Every wrong act is wrong because it wrongs someone or something. Say that an act is fundamentally self-wronging provided that it is wrong because it wrongs oneself. It's controversial whether there are fundamentally self-wronging acts, but I think there are. However, attempted murder (as long as it's not attempted suicide) is not a self-wronging act. But now imagine that Bob is the only contingent being in existence, and Bob attempts to murder someone else (of course, to do that he will presumably have to have a false belief that there is another contingent being). Bob commits attempted murder, which is not a fundamentally self-wronging act. Hence it wrongs someone or something other than himself. Only concrete beings can be wronged. So there is a concrete being other than Bob. Since Bob is the only contingent being in existence, there is a concrete necessary being.
Could I suggest that, in attempting to murder someone, Bob does harm himself? One might well think that by directing one's will toward a wrongful deed, one harms oneself by making oneself a worse person (here I'm thinking of something like Aristotle's understanding of virtue and vice as habits). A natural law theorist would have even better grounds for saying that Bob harms himself through attempted murder because they would argue that, in doing so, he frustrates his natural ends as a rational animal, regardless of his impact on another existing person.
ReplyDeleteI agree with Mr. Marsh above, since I take it to be self-evident that Bob would be harming himself. Think of the duties we owe ourselves, including the duty to rightly form our conscience (at least insofar as this is feasible for us) - clearly Bob wrongs himself when he acts in such a way as to lead to the malformation (perhaps deformation) of his conscience. Acts which are wrong do lead to a disfiguration of conscience, and (to avoid begging the question) we can say that acts which help to (or tend to) form the habits we call vices are themselves wrong (on virtue-ethical grounds), just as (and for the same reason that) deliberately putting oneself in the near occasion of sin is itself a sin.
ReplyDeleteOn the other hand, suppose you found an uncontroversial example of Bob doing something wrong without harming himself (where Bob is the only contingent concrete being), the argument could work as long as God can be called concrete (even though he stands in no real causal relations if divine simplicity holds).

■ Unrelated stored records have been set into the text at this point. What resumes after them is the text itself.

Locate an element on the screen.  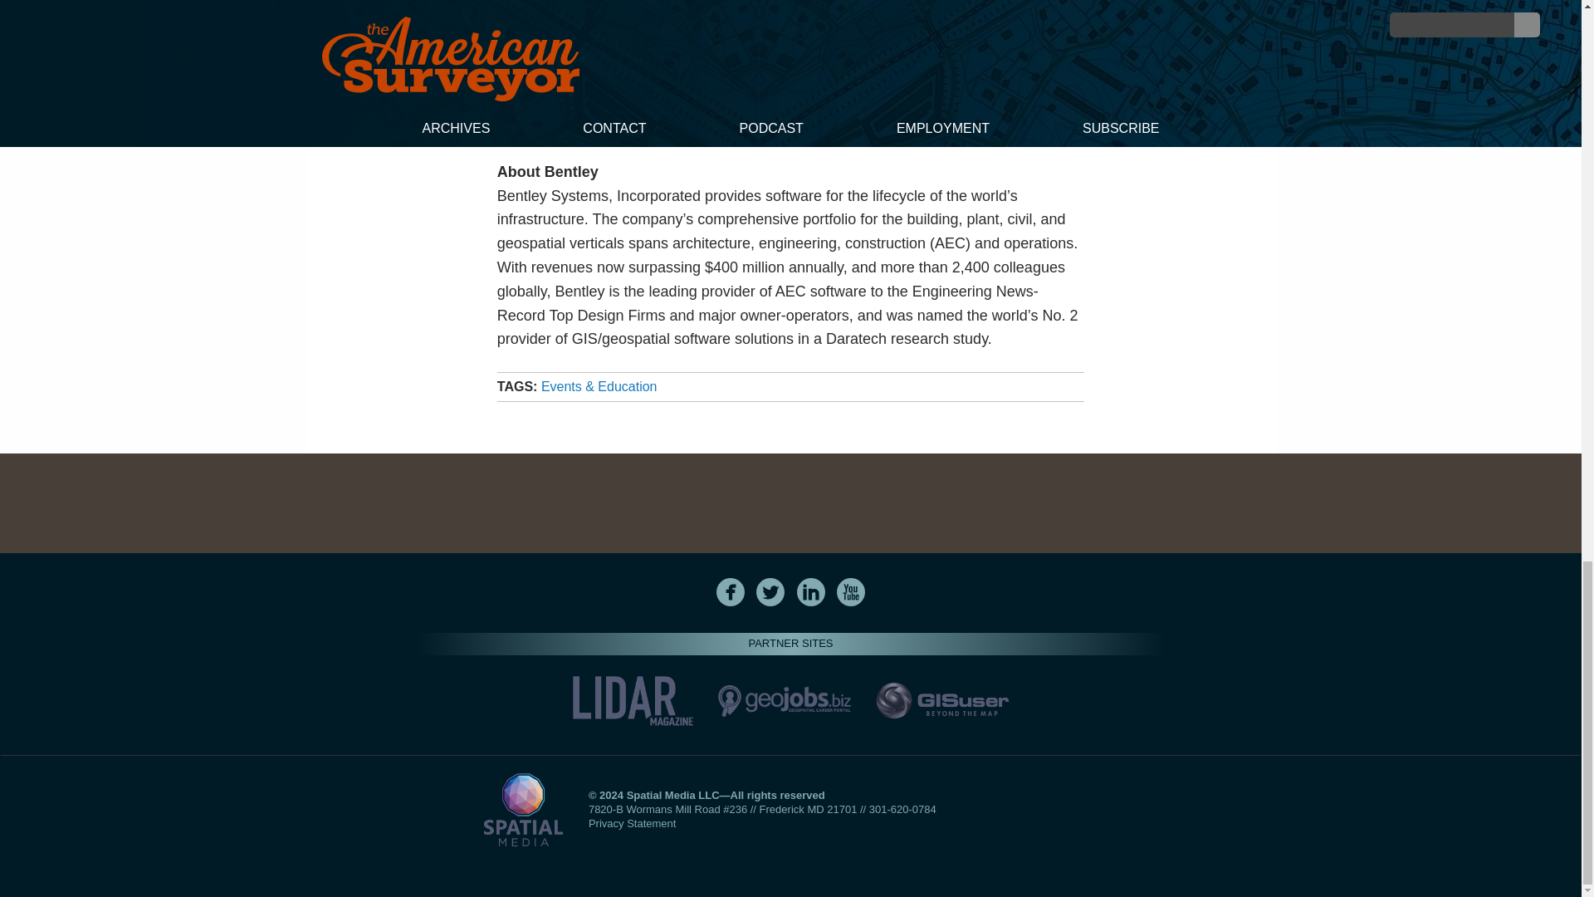
www.gaa1900.com is located at coordinates (1006, 126).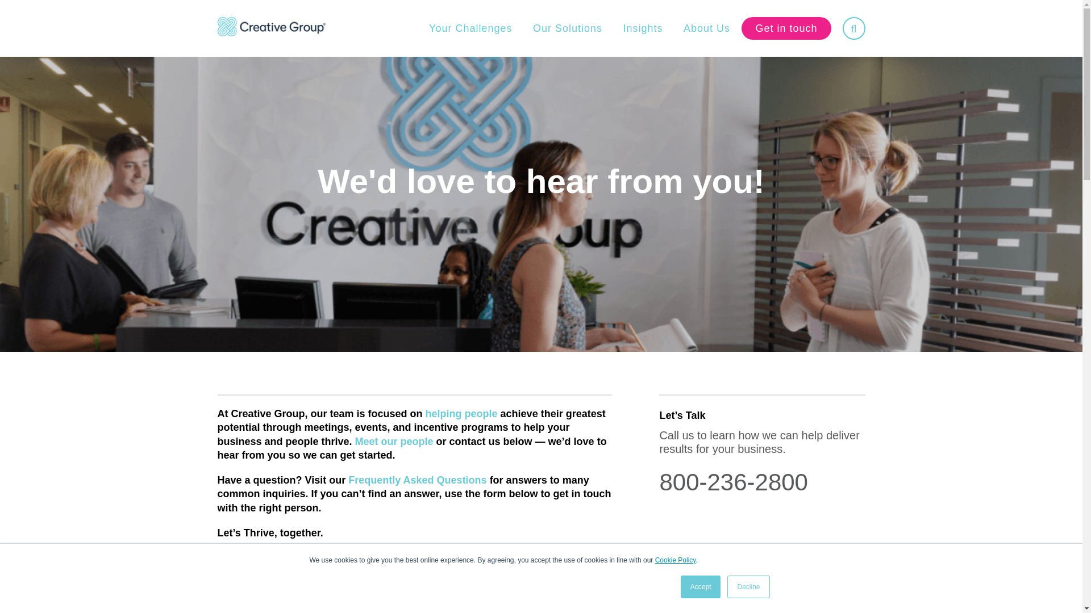 Image resolution: width=1091 pixels, height=613 pixels. Describe the element at coordinates (701, 587) in the screenshot. I see `Accept` at that location.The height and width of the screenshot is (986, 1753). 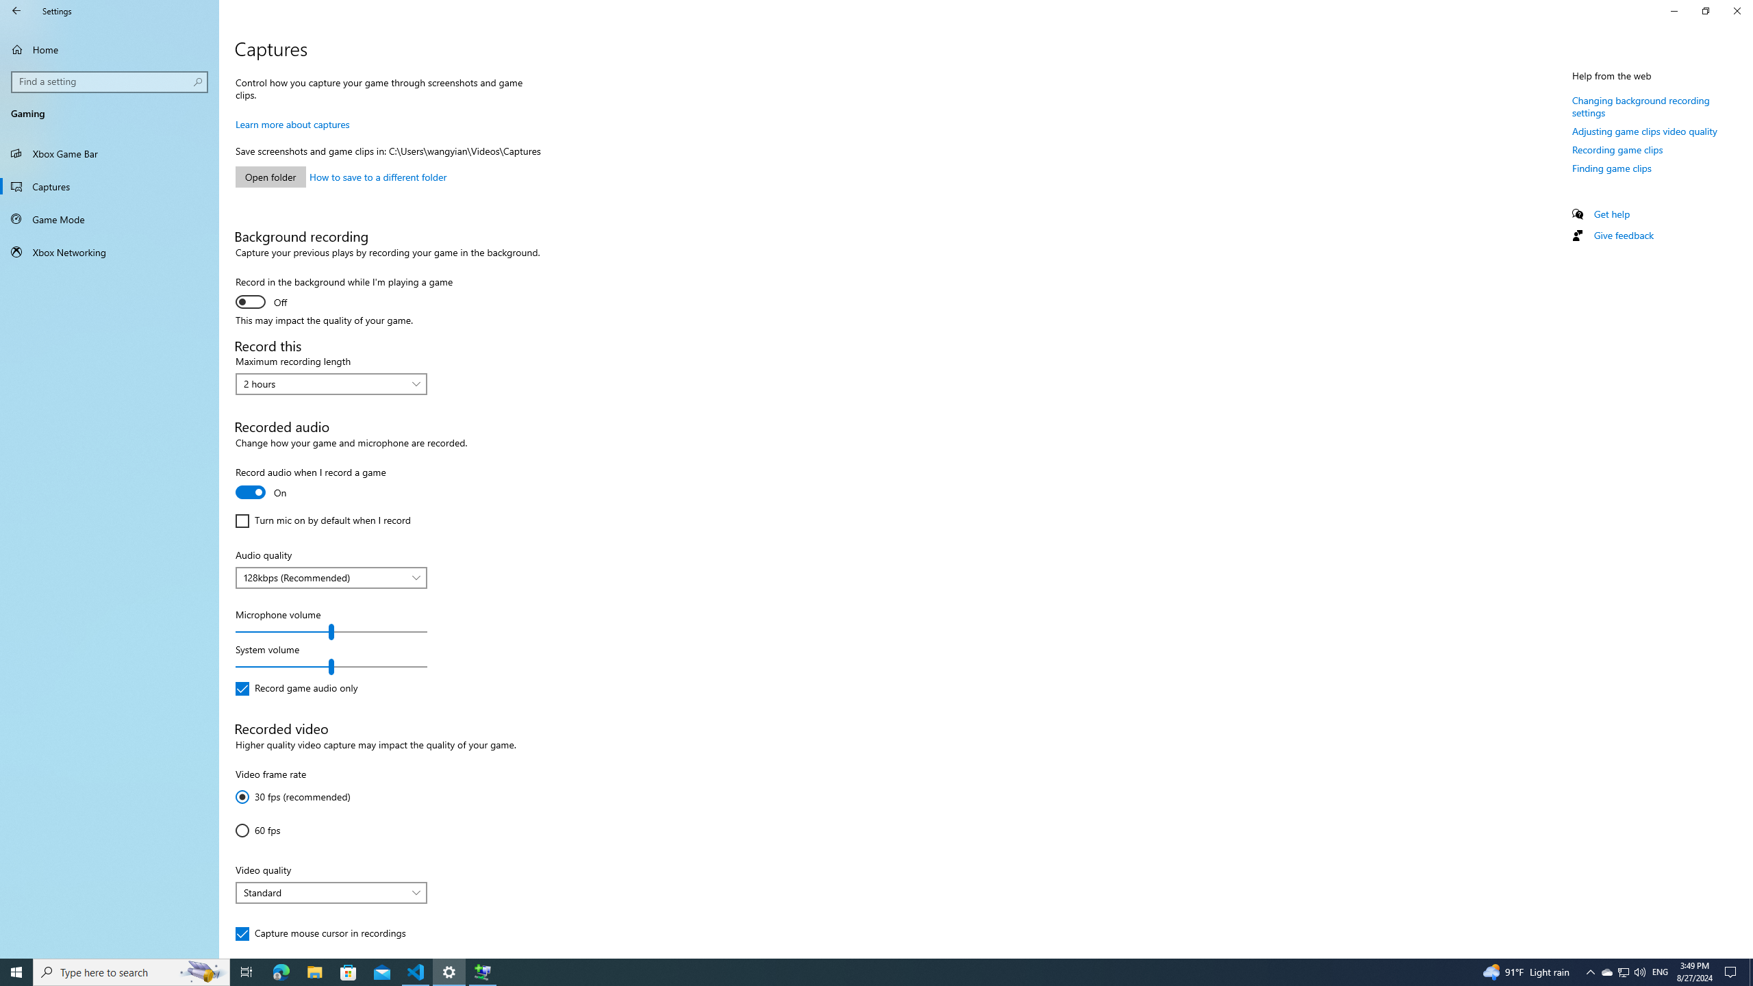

Can you explain what it is to wrong something that is not a someone? I think the more straightforward objection is to deny that all wrongs involve wronging (with a direct object).
ReplyDeleteIf one can't wrong something that isn't a someone, then the argument extends to the conclusion that there is a necessary someone. :-)
DeleteI don't know what it is to wrong someone. But I know cases of it. And it seems to me that some cases of harming animals that aren't someone are sufficiently similar to cases of wronging a person that it is implausible that there be wronging in the latter but not the former case.
I'm tempted to say that wronging x is doing an action that's wrong because of harm to x (perhaps "only" to x's extended well-being), but of course this requires an "in the right way" constraint, and probably is subject to counterexample.
I know that people sometimes talk of wronging as the sort of action that generates a claim by the victim against the agent. I have a hard time understanding this "claim". (Except in the sense of generating a duty of restitution, I guess. But if I'm cruel to a dog, I should try to compensate the dog, too.)
Mark:
DeleteIt's no worse to unsuccessfully try to kill someone who doesn't exist than someone who does. But the latter wrongs someone. If the former doesn't, we'd expect it to be less wrong. But it's not, is it? (It's just less harmful, as one fewer relationship is disrupted.)
(It's false that wronging more people is always wronger, but ceteris paribus wronging is wronger than not wronging.)
My argument isn't meant to depend on the claim that all wrong actions wrong something or someone. It's specific to the case.